‘Soul-destroying lie’: Barnaby’s rage grow

A furious Barnaby Joyce has hit out at “social media giants” and “trolls and faceless cowards” following a “malicious” lie about his daughter.

Barnaby Joyce has stepped up his attack on social media platforms and online trolls after one of his daughters became the subject of a “devastating lie”.

Earlier this week, vile false rumours emerged that Mr Joyce’s eldest daughter, Bridgette, was in a relationship with outgoing NSW Nationals leader John Barilaro, who stood down on Monday.

Bridgette Joyce, 23, has worked in Mr Barilaro’s office as a senior adviser since February, and Mr Joyce decided to publicly speak out about the rumours yesterday, condemning them as “utter rubbish” and calling for action to be taken against social media giants which allow “character assassinations” to be published.

Today, the Deputy Prime Minister and National Party leader again hit out at the broader problem in a scathing op-ed published in The Sydney Morning Herald.

In the piece, he slammed the “devastating, soul-destroying, career-ending lie” about his daughter that sparked a “national scandal”, and said it was time to protect not only his own family, but “so many other children from the literal filth that is the ‘content’ of so many online platforms and their miscreant authors”.

He called out the “people and organisations” behind the likes of Google, Twitter, Facebook and TikTok that have “made themselves rich beyond our comprehension in the business of providing these platforms”, and argued it was therefore their responsibility to crack down on inappropriate content on their sites.

“Advertising revenue pours into their coffers while the traditional Fourth Estate of newspapers and investigative journalism move to further cost-cutting measures to stay afloat, many now as a social service rather than as an effective profitmaking business,” Mr Joyce writes.

“The proper inquiry into power, politics and social issues has been replaced by anonymous, slanderous, nebulous, mindless glitter.”

Mr Joyce argued the public had the right to expect that these firms “do not make their money by dropping character bricks on the heads of innocent private individuals”.

“It is reasonable to ask that an organisation with the competency to make itself among the biggest companies in the world also has the competency to monitor the content that makes it the money,” he continued, adding they should “honour a social contract not to demean and destroy people”.

“Twitter, it is not the trolls that inspire the devastating mental health issues. The trolls don’t have a voice unless you give them one, and you do!” he said, adding “the platform must be held liable”.

Mr Joyce pointed to the US, which currently has a Senate Commerce, Science and Transport Sub-Committee inquiry into the actions of online platforms and their effects on children, and said that Australian Attorney-General Michaelia Cash had this week pushed for a national, uniformed approach to defamation reform, following a High Court judgment that the administrators of social media platforms are liable.

But he also argued it was a global problem, and that a unified approach was the only way to “finally bring some decency into what has, in so many instances, become a cesspool of unaccountable trolls and miscreants”.

“Parents across the globe have had enough of picking up the pieces of damage that the billionaires are causing to their families. I am only one,” he concluded.

Yesterday, Prime Minister Scott Morrison joined Mr Joyce’s crusade, telling reporters the public can expect the government to do more “in this space”.

“Social media has become a coward’s palace where people can go on there, not say who they are, destroy people’s lives, and say the most foul and offensive things to people, and do so with impunity,’’ he said.

“Now that’s not a free country where that happens. That’s not right. They should have to identify who they are, and you know, the companies, if they’re not going to say who they are, well, they’re not a platform any more, they’re a publisher. They’re a publisher.

“So, people should be responsible for what they say in a country that believes in free speech. I think that‘s very important. You can expect us to be leaning further into this.”

News.com.au contacted Mr Barilaro’s formerr media contact for comment.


Exact copy without images: repeat every entry as written.

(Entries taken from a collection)
╭──

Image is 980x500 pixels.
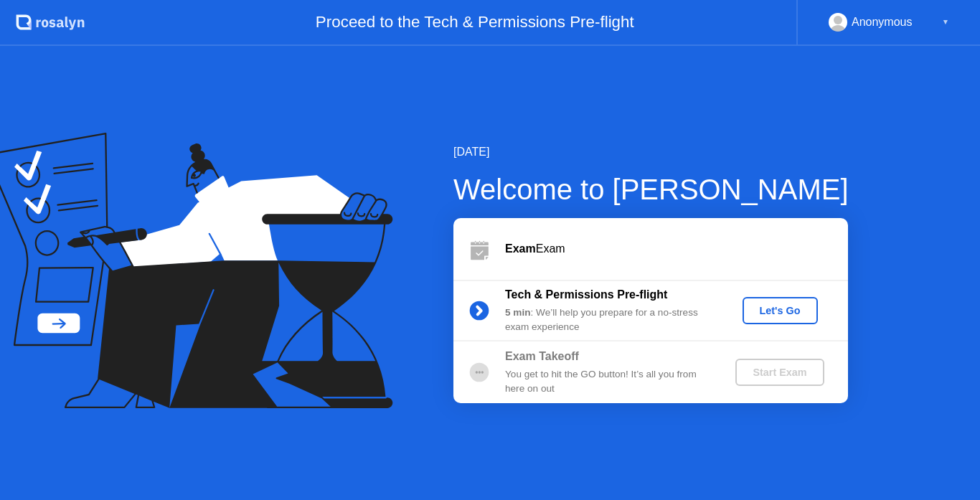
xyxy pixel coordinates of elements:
[942,13,949,32] div: ▼
[505,288,668,300] b: Tech & Permissions Pre-flight
[851,13,912,32] div: Anonymous
[735,358,823,386] button: Start Exam
[742,297,817,324] button: Let's Go
[453,144,848,161] div: [DATE]
[505,307,531,317] b: 5 min
[505,350,579,362] b: Exam Takeoff
[748,305,812,316] div: Let's Go
[505,367,712,397] div: You get to hit the GO button! It’s all you from here on out
[505,305,712,335] div: : We’ll help you prepare for a no-stress exam experience
[505,243,536,254] b: Exam
[741,366,817,378] div: Start Exam
[505,241,848,257] div: Exam
[453,168,848,211] div: Welcome to [PERSON_NAME]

╰──

SOLUTION TO THIS TASK:
Image is 980x500 pixels.
xyxy pixel coordinates of elements:
[942,13,949,32] div: ▼
[505,288,668,300] b: Tech & Permissions Pre-flight
[851,13,912,32] div: Anonymous
[735,358,823,386] button: Start Exam
[742,297,817,324] button: Let's Go
[453,144,848,161] div: [DATE]
[505,307,531,317] b: 5 min
[505,350,579,362] b: Exam Takeoff
[748,305,812,316] div: Let's Go
[505,367,712,397] div: You get to hit the GO button! It’s all you from here on out
[505,305,712,335] div: : We’ll help you prepare for a no-stress exam experience
[505,243,536,254] b: Exam
[741,366,817,378] div: Start Exam
[505,241,848,257] div: Exam
[453,168,848,211] div: Welcome to [PERSON_NAME]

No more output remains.